*MATERIAL SHOWN:*
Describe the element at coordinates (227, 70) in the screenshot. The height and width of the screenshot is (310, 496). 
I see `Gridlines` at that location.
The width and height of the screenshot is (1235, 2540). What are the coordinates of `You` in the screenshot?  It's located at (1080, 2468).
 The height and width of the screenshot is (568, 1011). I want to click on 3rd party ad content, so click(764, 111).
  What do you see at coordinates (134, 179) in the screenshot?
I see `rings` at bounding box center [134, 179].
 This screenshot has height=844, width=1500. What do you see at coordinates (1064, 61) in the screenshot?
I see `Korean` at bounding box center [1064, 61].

*PROBLEM TO SOLVE:*
Starting with the line that contains "The width and", write out each line through the end of the listing, exactly as it appears, and include nothing else.

*OUTPUT FOR THIS TASK:*
The width and height of the screenshot is (1235, 2540). What are the coordinates of `You` in the screenshot?  It's located at (1080, 2468).
 The height and width of the screenshot is (568, 1011). I want to click on 3rd party ad content, so click(764, 111).
  What do you see at coordinates (134, 179) in the screenshot?
I see `rings` at bounding box center [134, 179].
 This screenshot has height=844, width=1500. What do you see at coordinates (1064, 61) in the screenshot?
I see `Korean` at bounding box center [1064, 61].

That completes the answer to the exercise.